## Exercise brief:
Write out exactly the line containing "This screenshot has height=416, width=739." along with each line that follows it in the records below, and no others.

## Task input:
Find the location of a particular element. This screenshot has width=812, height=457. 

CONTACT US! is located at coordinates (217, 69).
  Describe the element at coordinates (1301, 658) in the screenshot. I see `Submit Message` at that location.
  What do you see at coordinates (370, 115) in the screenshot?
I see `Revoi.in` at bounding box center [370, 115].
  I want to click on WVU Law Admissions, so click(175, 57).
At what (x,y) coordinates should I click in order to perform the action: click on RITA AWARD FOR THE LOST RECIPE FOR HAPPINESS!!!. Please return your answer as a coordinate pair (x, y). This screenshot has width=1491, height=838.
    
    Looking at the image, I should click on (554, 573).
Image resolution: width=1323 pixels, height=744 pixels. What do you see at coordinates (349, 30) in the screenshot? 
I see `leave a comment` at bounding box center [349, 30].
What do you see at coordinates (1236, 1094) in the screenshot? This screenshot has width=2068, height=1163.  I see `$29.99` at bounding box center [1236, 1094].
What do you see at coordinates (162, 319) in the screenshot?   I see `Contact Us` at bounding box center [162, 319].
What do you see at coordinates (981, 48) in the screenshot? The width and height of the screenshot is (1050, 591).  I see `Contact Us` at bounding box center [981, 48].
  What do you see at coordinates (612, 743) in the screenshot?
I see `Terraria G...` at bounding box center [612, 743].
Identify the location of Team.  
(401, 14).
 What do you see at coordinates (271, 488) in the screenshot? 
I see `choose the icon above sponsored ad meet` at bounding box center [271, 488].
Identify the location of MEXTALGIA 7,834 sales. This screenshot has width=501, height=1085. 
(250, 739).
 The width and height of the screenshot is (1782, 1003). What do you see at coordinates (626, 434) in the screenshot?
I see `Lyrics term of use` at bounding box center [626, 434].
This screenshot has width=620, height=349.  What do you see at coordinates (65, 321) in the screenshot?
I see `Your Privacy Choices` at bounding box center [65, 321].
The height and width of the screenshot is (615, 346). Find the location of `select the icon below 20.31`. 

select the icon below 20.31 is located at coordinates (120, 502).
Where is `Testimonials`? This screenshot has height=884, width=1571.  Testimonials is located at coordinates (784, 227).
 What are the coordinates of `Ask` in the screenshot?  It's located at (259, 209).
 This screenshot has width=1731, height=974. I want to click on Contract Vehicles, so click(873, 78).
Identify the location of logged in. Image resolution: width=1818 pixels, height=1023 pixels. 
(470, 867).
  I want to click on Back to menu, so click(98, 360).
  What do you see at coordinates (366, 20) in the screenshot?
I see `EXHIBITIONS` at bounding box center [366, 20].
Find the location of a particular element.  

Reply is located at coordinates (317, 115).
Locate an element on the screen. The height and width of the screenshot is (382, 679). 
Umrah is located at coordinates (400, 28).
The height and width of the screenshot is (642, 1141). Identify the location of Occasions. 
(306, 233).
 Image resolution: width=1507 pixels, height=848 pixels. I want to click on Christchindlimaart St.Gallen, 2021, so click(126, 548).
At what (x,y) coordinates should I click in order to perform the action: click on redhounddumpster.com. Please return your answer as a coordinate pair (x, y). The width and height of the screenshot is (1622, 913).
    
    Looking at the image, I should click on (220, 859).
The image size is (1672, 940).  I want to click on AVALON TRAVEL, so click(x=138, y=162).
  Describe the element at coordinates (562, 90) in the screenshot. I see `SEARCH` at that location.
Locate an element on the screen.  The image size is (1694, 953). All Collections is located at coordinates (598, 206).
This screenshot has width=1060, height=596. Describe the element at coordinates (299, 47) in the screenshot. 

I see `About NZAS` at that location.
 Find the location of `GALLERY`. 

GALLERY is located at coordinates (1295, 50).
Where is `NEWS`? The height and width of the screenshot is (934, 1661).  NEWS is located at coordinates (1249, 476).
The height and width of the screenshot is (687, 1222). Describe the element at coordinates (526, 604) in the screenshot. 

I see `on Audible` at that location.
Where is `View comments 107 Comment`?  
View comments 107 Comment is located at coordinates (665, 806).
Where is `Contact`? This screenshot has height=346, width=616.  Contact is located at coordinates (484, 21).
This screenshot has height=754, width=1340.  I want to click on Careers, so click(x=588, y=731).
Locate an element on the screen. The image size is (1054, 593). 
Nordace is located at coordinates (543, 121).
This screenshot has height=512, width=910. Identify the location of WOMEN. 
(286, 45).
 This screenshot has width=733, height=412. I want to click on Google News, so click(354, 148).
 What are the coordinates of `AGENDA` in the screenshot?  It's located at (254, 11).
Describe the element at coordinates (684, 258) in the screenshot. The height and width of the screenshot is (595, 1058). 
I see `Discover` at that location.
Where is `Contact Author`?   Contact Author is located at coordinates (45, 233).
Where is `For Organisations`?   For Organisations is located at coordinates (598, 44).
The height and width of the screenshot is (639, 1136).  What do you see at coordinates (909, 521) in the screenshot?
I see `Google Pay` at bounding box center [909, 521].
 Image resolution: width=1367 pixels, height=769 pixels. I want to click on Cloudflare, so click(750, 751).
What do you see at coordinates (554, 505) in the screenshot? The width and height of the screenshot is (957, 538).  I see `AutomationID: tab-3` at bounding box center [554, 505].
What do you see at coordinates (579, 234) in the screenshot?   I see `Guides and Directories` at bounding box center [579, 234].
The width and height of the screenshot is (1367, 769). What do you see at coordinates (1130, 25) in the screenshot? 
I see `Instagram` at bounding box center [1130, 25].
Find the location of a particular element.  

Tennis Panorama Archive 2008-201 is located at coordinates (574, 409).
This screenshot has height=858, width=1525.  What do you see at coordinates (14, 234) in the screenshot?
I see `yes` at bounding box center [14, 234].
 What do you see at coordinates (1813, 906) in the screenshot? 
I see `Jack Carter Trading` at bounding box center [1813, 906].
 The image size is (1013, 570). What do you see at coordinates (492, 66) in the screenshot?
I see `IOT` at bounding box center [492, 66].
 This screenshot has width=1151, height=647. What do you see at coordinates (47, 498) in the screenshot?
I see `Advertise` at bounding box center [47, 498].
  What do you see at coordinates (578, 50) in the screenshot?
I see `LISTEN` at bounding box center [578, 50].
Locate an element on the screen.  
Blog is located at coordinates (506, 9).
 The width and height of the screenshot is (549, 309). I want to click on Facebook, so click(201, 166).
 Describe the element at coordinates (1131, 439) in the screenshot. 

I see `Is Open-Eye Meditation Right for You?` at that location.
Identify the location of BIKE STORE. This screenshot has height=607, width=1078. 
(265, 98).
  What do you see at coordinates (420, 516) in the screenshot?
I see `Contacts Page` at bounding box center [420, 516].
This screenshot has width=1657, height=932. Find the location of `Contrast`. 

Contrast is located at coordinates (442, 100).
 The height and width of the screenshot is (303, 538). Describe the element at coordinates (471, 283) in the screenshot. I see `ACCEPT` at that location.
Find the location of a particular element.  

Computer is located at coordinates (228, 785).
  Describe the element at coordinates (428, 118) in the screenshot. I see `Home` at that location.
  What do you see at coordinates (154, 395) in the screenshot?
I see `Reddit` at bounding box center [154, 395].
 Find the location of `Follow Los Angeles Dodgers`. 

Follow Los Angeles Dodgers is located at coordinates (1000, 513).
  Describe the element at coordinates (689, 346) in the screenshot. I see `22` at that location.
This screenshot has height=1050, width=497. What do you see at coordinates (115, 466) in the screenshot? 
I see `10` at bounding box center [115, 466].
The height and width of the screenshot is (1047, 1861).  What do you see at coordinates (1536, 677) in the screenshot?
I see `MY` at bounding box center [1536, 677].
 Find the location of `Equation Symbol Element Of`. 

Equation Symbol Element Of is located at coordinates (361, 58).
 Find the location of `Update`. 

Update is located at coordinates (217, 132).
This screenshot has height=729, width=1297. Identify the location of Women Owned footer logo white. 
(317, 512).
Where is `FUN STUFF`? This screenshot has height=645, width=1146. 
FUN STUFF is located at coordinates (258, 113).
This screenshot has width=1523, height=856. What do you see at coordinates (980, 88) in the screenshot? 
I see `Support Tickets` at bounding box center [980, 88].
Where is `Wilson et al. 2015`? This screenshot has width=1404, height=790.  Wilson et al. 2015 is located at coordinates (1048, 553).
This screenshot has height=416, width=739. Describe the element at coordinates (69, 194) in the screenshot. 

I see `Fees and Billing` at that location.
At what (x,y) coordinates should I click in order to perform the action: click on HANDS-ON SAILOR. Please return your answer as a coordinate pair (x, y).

## Answer box:
This screenshot has height=416, width=739. Describe the element at coordinates (69, 194) in the screenshot. 

I see `Fees and Billing` at that location.
At what (x,y) coordinates should I click in order to perform the action: click on HANDS-ON SAILOR. Please return your answer as a coordinate pair (x, y).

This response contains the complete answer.